George W Bush got his tax cut, only it was the 350 billion version, not the 726 billion one he was initially asking for in January, nor the modified(but definitely not "little bitty") 550 billion second version one he asked for in April. Is this good? The white house got a fairly steep reduction in the capital gains and dividend tax(to 15 per cent, the same as the income tax rate of the people who get zilch from GW's tax schemes). Previously the capital gains highest rate was 20 percent and divdends were taxed according to your income tax bracket, so they were as much as 38.6 per cent, so I'd say he got a pretty formidable gimme for regressive taxation.

Max Sawicky of Maxspeak points out that the numbers(350,550 billion, etc.) are largely meaningless because they are based on the deliberately unrealistic assumption that some of the taxes will be phased out at some point in the future, which will prove unlikely, or at least difficult to achieve without some legislative backbone, the lack of which arguably got us into our present predicament of Budget Busting for Rich Folks in the first place. Sawicky also points out that GW's tax policies have thus far shrunk the economy by over 2 million jobs lost and that for Bush's claims for GW's Tax Cut II to deliver, they will have to deliver over 300,000 new jobs a month between now and December 2004, instead of tens of thousands per month lost, as is presently the case.

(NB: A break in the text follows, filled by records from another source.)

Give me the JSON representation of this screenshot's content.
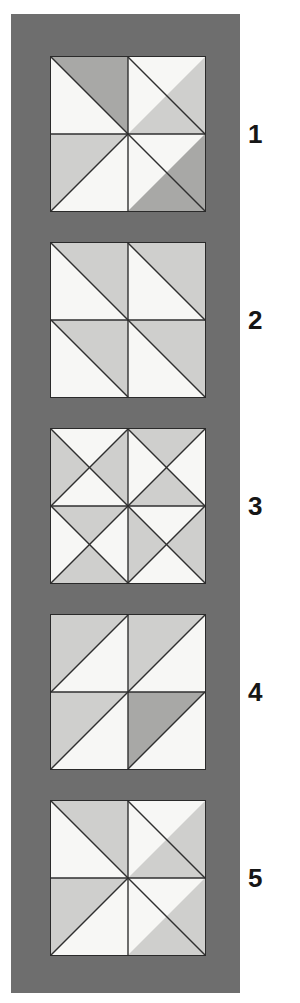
{
  "page": {
    "background_color": "#ffffff",
    "panel_color": "#6e6e6e",
    "tile_border_color": "#2a2a2a",
    "light_color": "#f2f2f0",
    "mid_color": "#c9c9c7",
    "dark_color": "#a0a0a0"
  },
  "figure": {
    "type": "tile-pattern-sequence",
    "tile_count": 5,
    "tile_grid": "2x2 quadrants",
    "labels": [
      "1",
      "2",
      "3",
      "4",
      "5"
    ]
  },
  "tiles": [
    {
      "label": "1",
      "name": "pattern-1-pinwheel",
      "top": 56,
      "quadrants": [
        {
          "position": "top-left",
          "split": "tl-br",
          "upper_right": "dark",
          "lower_left": "light"
        },
        {
          "position": "top-right",
          "split": "bl-tr",
          "upper_left": "light",
          "lower_right": "mid"
        },
        {
          "position": "bottom-left",
          "split": "bl-tr",
          "upper_left": "mid",
          "lower_right": "light"
        },
        {
          "position": "bottom-right",
          "split": "tl-br",
          "upper_right": "light",
          "lower_left": "dark"
        }
      ]
    },
    {
      "label": "2",
      "name": "pattern-2-parallel-diagonals",
      "top": 242,
      "quadrants": [
        {
          "position": "top-left",
          "split": "tl-br",
          "upper_right": "mid",
          "lower_left": "light"
        },
        {
          "position": "top-right",
          "split": "tl-br",
          "upper_right": "mid",
          "lower_left": "light"
        },
        {
          "position": "bottom-left",
          "split": "tl-br",
          "upper_right": "mid",
          "lower_left": "light"
        },
        {
          "position": "bottom-right",
          "split": "tl-br",
          "upper_right": "mid",
          "lower_left": "light"
        }
      ]
    },
    {
      "label": "3",
      "name": "pattern-3-hourglass-x",
      "top": 428,
      "quadrants": [
        {
          "position": "top-left",
          "split": "x",
          "north": "light",
          "east": "mid",
          "south": "light",
          "west": "mid"
        },
        {
          "position": "top-right",
          "split": "x",
          "north": "mid",
          "east": "light",
          "south": "mid",
          "west": "light"
        },
        {
          "position": "bottom-left",
          "split": "x",
          "north": "mid",
          "east": "light",
          "south": "mid",
          "west": "light"
        },
        {
          "position": "bottom-right",
          "split": "x",
          "north": "light",
          "east": "mid",
          "south": "light",
          "west": "mid"
        }
      ]
    },
    {
      "label": "4",
      "name": "pattern-4-parallel-diagonals-mirrored",
      "top": 614,
      "quadrants": [
        {
          "position": "top-left",
          "split": "tl-br",
          "upper_left": "mid",
          "lower_right": "light"
        },
        {
          "position": "top-right",
          "split": "tl-br",
          "upper_left": "mid",
          "lower_right": "light"
        },
        {
          "position": "bottom-left",
          "split": "tl-br",
          "upper_left": "mid",
          "lower_right": "light"
        },
        {
          "position": "bottom-right",
          "split": "tl-br",
          "upper_left": "dark",
          "lower_right": "light"
        }
      ]
    },
    {
      "label": "5",
      "name": "pattern-5-pinwheel",
      "top": 800,
      "quadrants": [
        {
          "position": "top-left",
          "split": "tl-br",
          "upper_right": "mid",
          "lower_left": "light"
        },
        {
          "position": "top-right",
          "split": "bl-tr",
          "upper_left": "light",
          "lower_right": "mid"
        },
        {
          "position": "bottom-left",
          "split": "bl-tr",
          "upper_left": "mid",
          "lower_right": "light"
        },
        {
          "position": "bottom-right",
          "split": "tl-br",
          "upper_right": "light",
          "lower_left": "mid"
        }
      ]
    }
  ],
  "label_offsets": [
    125,
    311,
    497,
    683,
    869
  ]
}
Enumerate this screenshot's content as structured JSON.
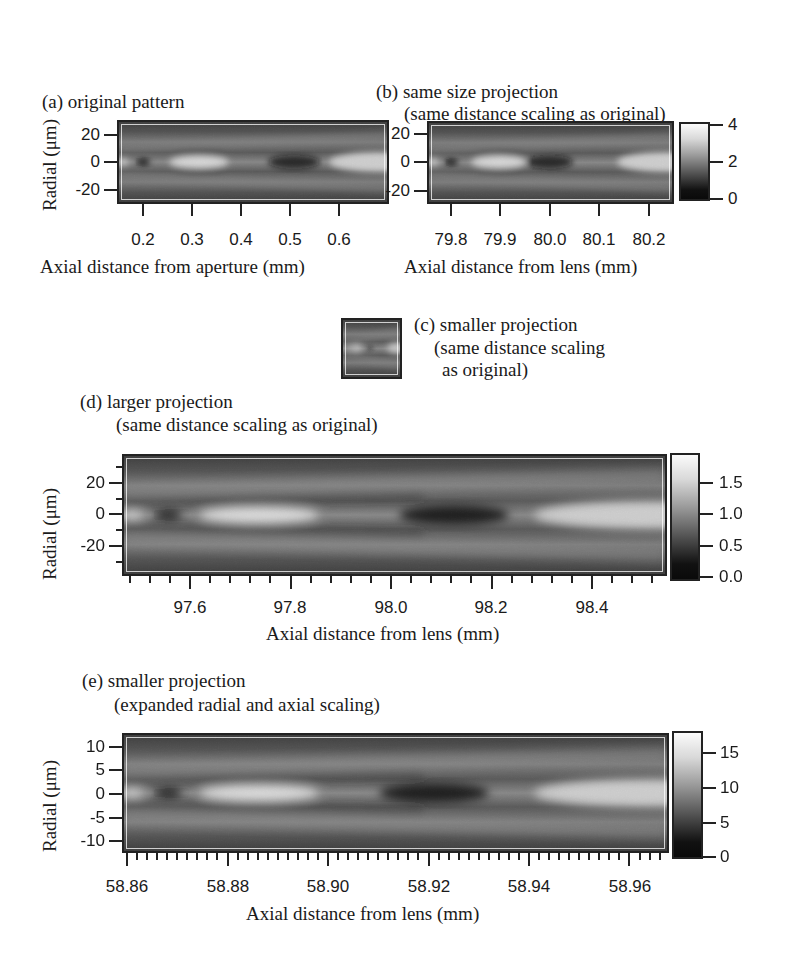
{
  "figure": {
    "panels": {
      "a": {
        "title": "(a) original pattern",
        "xlabel": "Axial distance from aperture (mm)",
        "ylabel": "Radial (μm)",
        "xticks": [
          "0.2",
          "0.3",
          "0.4",
          "0.5",
          "0.6"
        ],
        "yticks": [
          "20",
          "0",
          "-20"
        ]
      },
      "b": {
        "title": "(b) same size projection",
        "subtitle": "(same distance scaling as original)",
        "xlabel": "Axial distance from lens (mm)",
        "xticks": [
          "79.8",
          "79.9",
          "80.0",
          "80.1",
          "80.2"
        ],
        "yticks": [
          "20",
          "0",
          "-20"
        ],
        "colorbar_ticks": [
          "4",
          "2",
          "0"
        ]
      },
      "c": {
        "title": "(c) smaller projection",
        "subtitle_line1": "(same distance scaling",
        "subtitle_line2": "as original)"
      },
      "d": {
        "title": "(d) larger projection",
        "subtitle": "(same distance scaling as original)",
        "xlabel": "Axial distance from lens (mm)",
        "ylabel": "Radial (μm)",
        "xticks": [
          "97.6",
          "97.8",
          "98.0",
          "98.2",
          "98.4"
        ],
        "yticks": [
          "20",
          "0",
          "-20"
        ],
        "colorbar_ticks": [
          "1.5",
          "1.0",
          "0.5",
          "0.0"
        ]
      },
      "e": {
        "title": "(e) smaller projection",
        "subtitle": "(expanded radial and axial scaling)",
        "xlabel": "Axial distance from lens (mm)",
        "ylabel": "Radial (μm)",
        "xticks": [
          "58.86",
          "58.88",
          "58.90",
          "58.92",
          "58.94",
          "58.96"
        ],
        "yticks": [
          "10",
          "5",
          "0",
          "-5",
          "-10"
        ],
        "colorbar_ticks": [
          "15",
          "10",
          "5",
          "0"
        ]
      }
    }
  },
  "chart_data": [
    {
      "type": "heatmap",
      "title": "(a) original pattern",
      "xlabel": "Axial distance from aperture (mm)",
      "ylabel": "Radial (μm)",
      "xlim": [
        0.15,
        0.65
      ],
      "ylim": [
        -27,
        27
      ],
      "xticks": [
        0.2,
        0.3,
        0.4,
        0.5,
        0.6
      ],
      "yticks": [
        20,
        0,
        -20
      ],
      "colormap": "grayscale",
      "features": [
        {
          "kind": "bright",
          "x": 0.15,
          "y": 0
        },
        {
          "kind": "dark",
          "x": 0.2,
          "y": 0
        },
        {
          "kind": "bright",
          "x": 0.28,
          "y": 0
        },
        {
          "kind": "dark",
          "x": 0.4,
          "y": 0
        },
        {
          "kind": "bright",
          "x": 0.63,
          "y": 0
        }
      ]
    },
    {
      "type": "heatmap",
      "title": "(b) same size projection (same distance scaling as original)",
      "xlabel": "Axial distance from lens (mm)",
      "ylabel": "Radial (μm)",
      "xlim": [
        79.75,
        80.25
      ],
      "ylim": [
        -27,
        27
      ],
      "xticks": [
        79.8,
        79.9,
        80.0,
        80.1,
        80.2
      ],
      "yticks": [
        20,
        0,
        -20
      ],
      "colorbar": {
        "range": [
          0,
          4
        ],
        "ticks": [
          0,
          2,
          4
        ]
      },
      "colormap": "grayscale"
    },
    {
      "type": "heatmap",
      "title": "(c) smaller projection (same distance scaling as original)",
      "colormap": "grayscale",
      "note": "small thumbnail, no axes"
    },
    {
      "type": "heatmap",
      "title": "(d) larger projection (same distance scaling as original)",
      "xlabel": "Axial distance from lens (mm)",
      "ylabel": "Radial (μm)",
      "xlim": [
        97.46,
        98.54
      ],
      "ylim": [
        -37,
        37
      ],
      "xticks": [
        97.6,
        97.8,
        98.0,
        98.2,
        98.4
      ],
      "yticks": [
        20,
        0,
        -20
      ],
      "colorbar": {
        "range": [
          0,
          1.8
        ],
        "ticks": [
          0.0,
          0.5,
          1.0,
          1.5
        ]
      },
      "colormap": "grayscale",
      "features": [
        {
          "kind": "dark",
          "x": 97.56,
          "y": 0
        },
        {
          "kind": "bright",
          "x": 97.7,
          "y": 0
        },
        {
          "kind": "dark",
          "x": 97.98,
          "y": 0
        },
        {
          "kind": "bright",
          "x": 98.5,
          "y": 0
        }
      ]
    },
    {
      "type": "heatmap",
      "title": "(e) smaller projection (expanded radial and axial scaling)",
      "xlabel": "Axial distance from lens (mm)",
      "ylabel": "Radial (μm)",
      "xlim": [
        58.855,
        58.967
      ],
      "ylim": [
        -12,
        12
      ],
      "xticks": [
        58.86,
        58.88,
        58.9,
        58.92,
        58.94,
        58.96
      ],
      "yticks": [
        10,
        5,
        0,
        -5,
        -10
      ],
      "colorbar": {
        "range": [
          0,
          18
        ],
        "ticks": [
          0,
          5,
          10,
          15
        ]
      },
      "colormap": "grayscale",
      "features": [
        {
          "kind": "dark",
          "x": 58.868,
          "y": 0
        },
        {
          "kind": "bright",
          "x": 58.884,
          "y": 0
        },
        {
          "kind": "dark",
          "x": 58.913,
          "y": 0
        },
        {
          "kind": "bright",
          "x": 58.965,
          "y": 0
        }
      ]
    }
  ]
}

( Liberal Oasis argues the second tax cut will help unelect Bush, because even if he didn't get the 726 billion he wanted, the White House has crowed in triumph and the bill will be seen as Dubya's.

I don't think you should count on it. The widely derided "appearing to do something" Rove strategy will work if the democrats don't appear to have anything positive and hopeful to offer in its stead. I just hope Dubya doesn't look to invade another essentially defenseless country in time for the Republican convention if the economy is still in the doldrums.)

Finally, see this Prospect article about George W. Bush's tax policies.